For what sustains them through the months of incessant battle was a force more than physical. It was the force of an unconquerable faith—something in the heart and soul that physical adversity and hardship could not destroy. It was the thought of native land and all that it holds most dear, the thought of freedom and dignity and pride in those most priceless of all our human prerogatives. Our men fought a brave and bitterly contested struggle. All the world will testify to the almost superhuman endurance with which they stood up until the last, in the face of overwhelming odds. The decision had to come. Men fighting under the banner of an unshakable faith are made of something more than flesh, but they are not impervious to steel. The flesh must yield at last, endurance melts away, and the end of the battle must come.

 

Bataan has fallen! But the spirit that made it stand—a beacon to all the liberty-loving people of the world—cannot  fall! All of us know the story of Easter Sunday. It was the triumph of light over darkness, life over death. It was the vindication of a seemingly unreasonable faith. It was the glorious resurrection of a leader, only three days before defeated and executed like a common felon. Today, on the commemoration of that Resurrection, we can humbly and without presumption declare our faith and hope in our own resurrection, our own inevitable victory. We, too, were betrayed Judases. We were taken in the night by the force of arms, and though we had done wrong to no man, our people were bound and delivered into the hands of our enemies. We have been with mock symbols of sovereignty, denied by weaklings, lashed with repeated oppression, tortured and starved. We have been given gall to drink, and we have shed our blood. To those who look upon us from afar it must seem the Filipino people have descended into hell, into the valley of death. But we know that the patient and watching men who said their simple prayers in the hills ofBataan, have not lost faith, and we know that the hushed congregations in the churches throughout the land, drew from the gospel as Mass renewed hope in their resurrection.

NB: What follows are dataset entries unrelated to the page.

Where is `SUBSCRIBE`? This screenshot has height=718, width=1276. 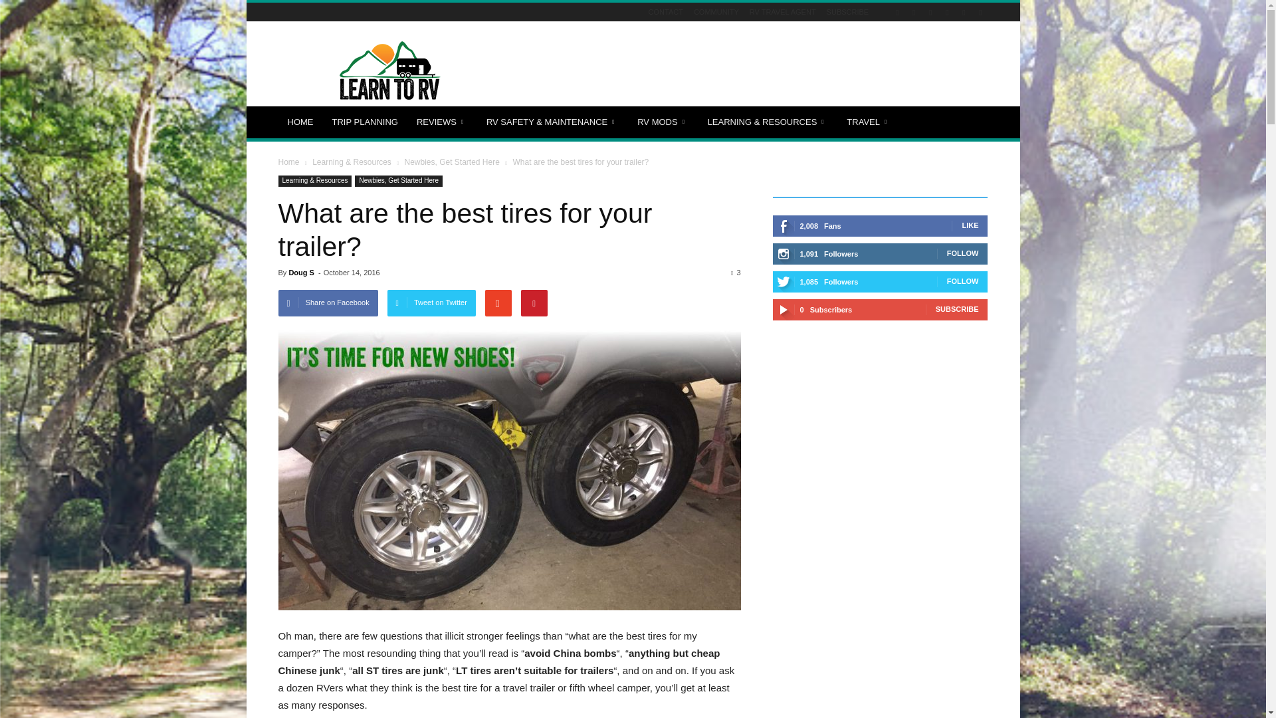 SUBSCRIBE is located at coordinates (848, 11).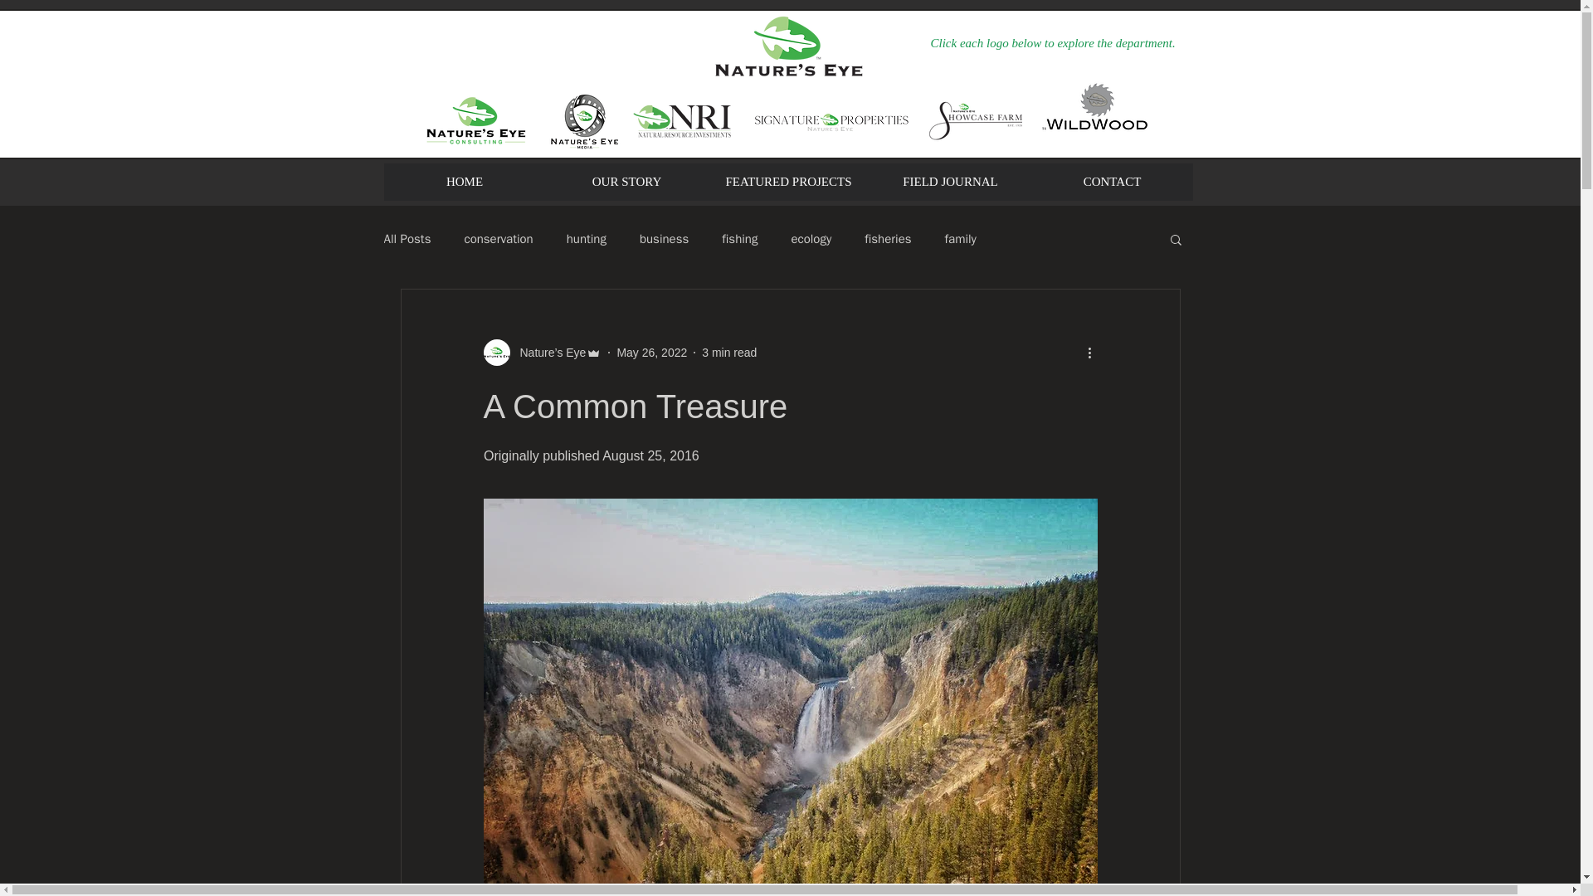 The image size is (1593, 896). I want to click on conservation, so click(498, 238).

To all of them we give today the message of the angel of Easter morning: “Be not afraid, for He is risen.”

We, too, shall rise. After we have paid the full price of our redemption, we shall return to show the scars of sacrifices that all may touch and believe. When the trumpets sound the hour we shall roll aside the stone before the tomb and the tyrant guards shall scatter in confusion. No wall of stone shall then be strong enough to contain us, no human force shall suffice to hold us in subjection, we shall rise in the name of freedom and the East shall be alight with the glory of our liberation. Until then, people of the Philippines, Be not afraid.

Text from:

Quezon, Manuel III, ed. 20 Speeches That Moved A Nation. Mandaluyong City: Anvil Publishing, Inc, 2002.